Required action:
Go through the entries below and print each one exactly, leaving out pictures.

Material provided:
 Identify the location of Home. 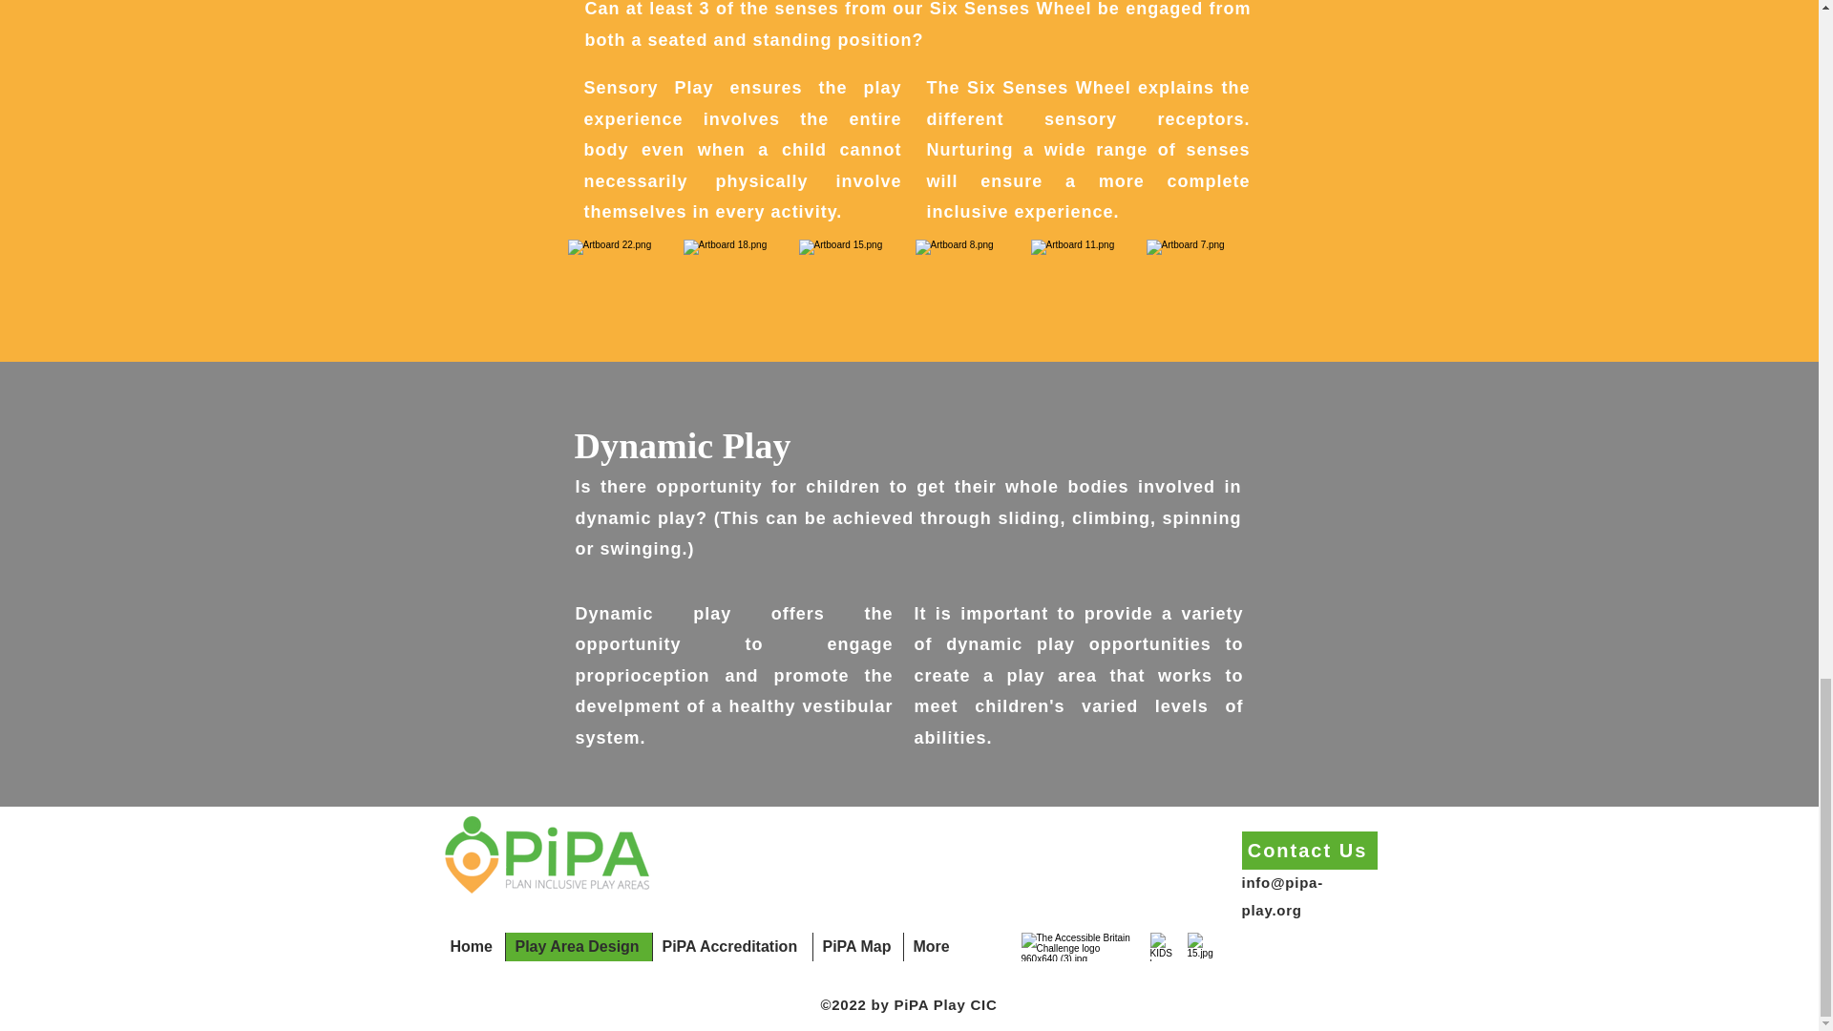
(473, 947).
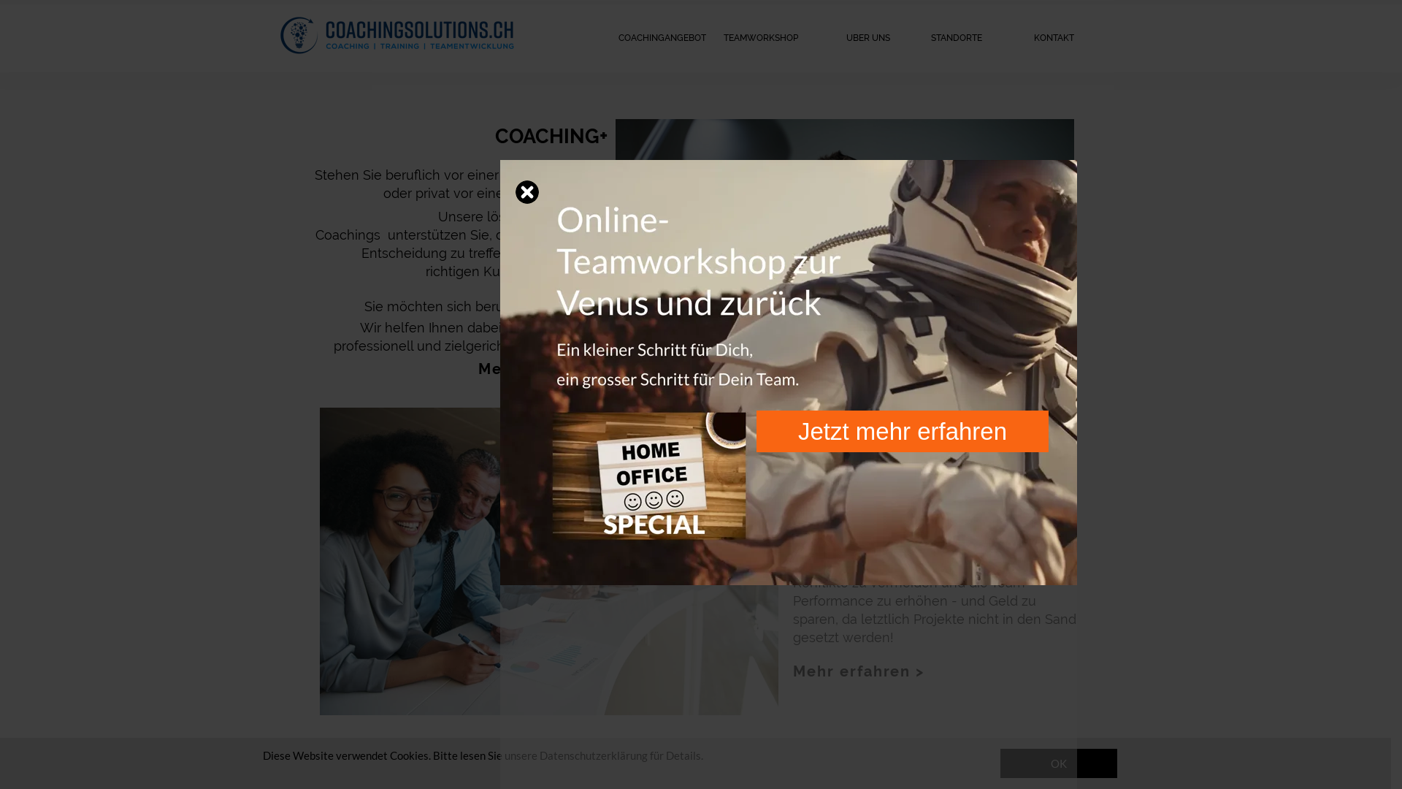 Image resolution: width=1402 pixels, height=789 pixels. Describe the element at coordinates (903, 431) in the screenshot. I see `Jetzt mehr erfahren` at that location.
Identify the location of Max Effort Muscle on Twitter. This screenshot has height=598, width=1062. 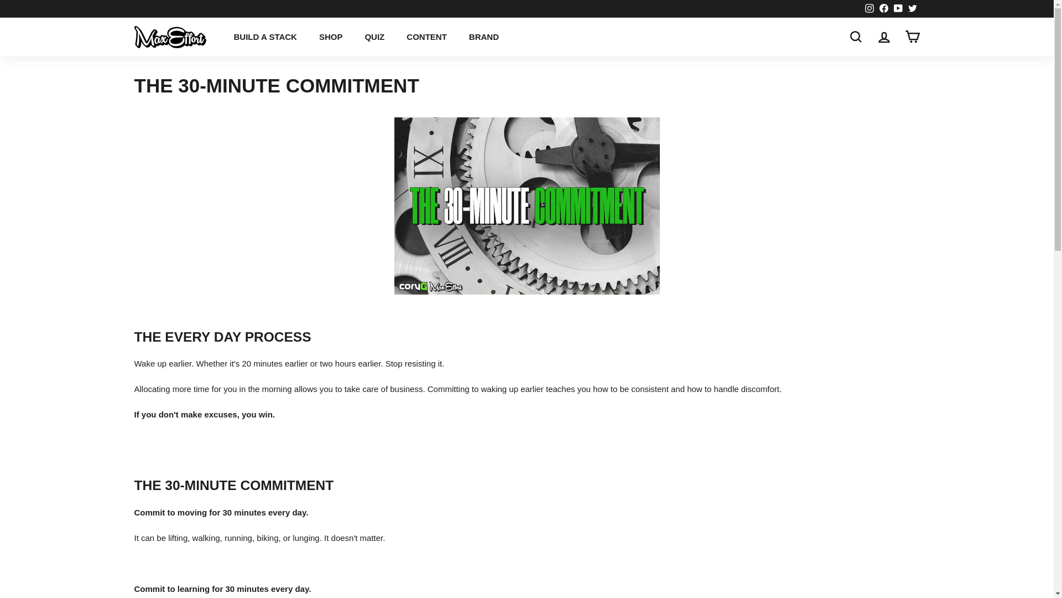
(912, 9).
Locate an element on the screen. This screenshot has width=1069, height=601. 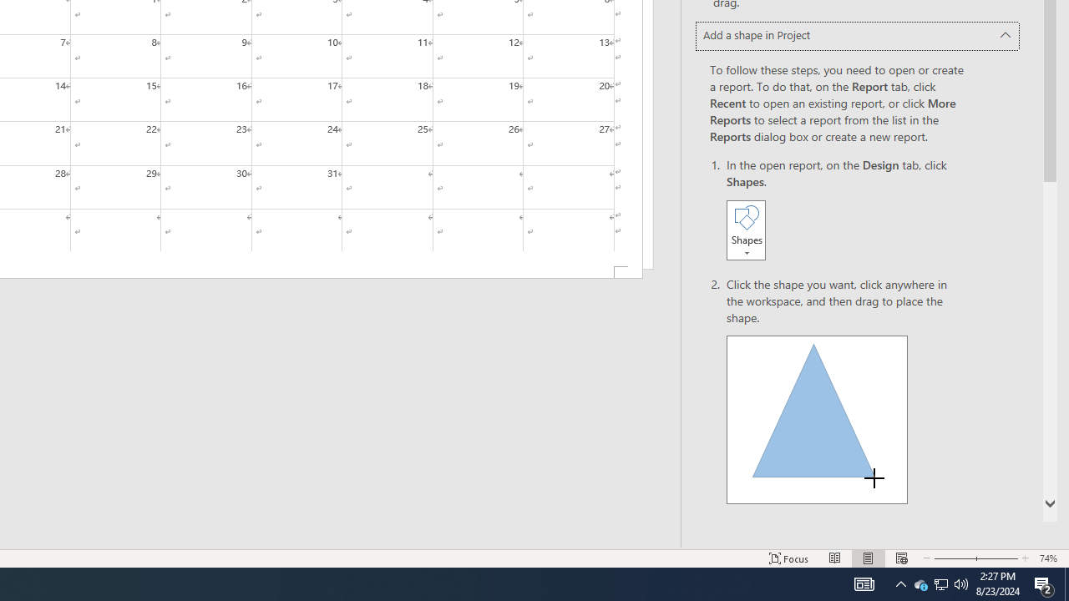
In the open report, on the Design tab, click Shapes. is located at coordinates (845, 210).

Answer for the task:
 Identify the location of Home. 
(473, 947).
 Image resolution: width=1402 pixels, height=789 pixels. Describe the element at coordinates (903, 431) in the screenshot. I see `Jetzt mehr erfahren` at that location.
Identify the location of Max Effort Muscle on Twitter. This screenshot has height=598, width=1062. 
(912, 9).
Locate an element on the screen. This screenshot has width=1069, height=601. 
In the open report, on the Design tab, click Shapes. is located at coordinates (845, 210).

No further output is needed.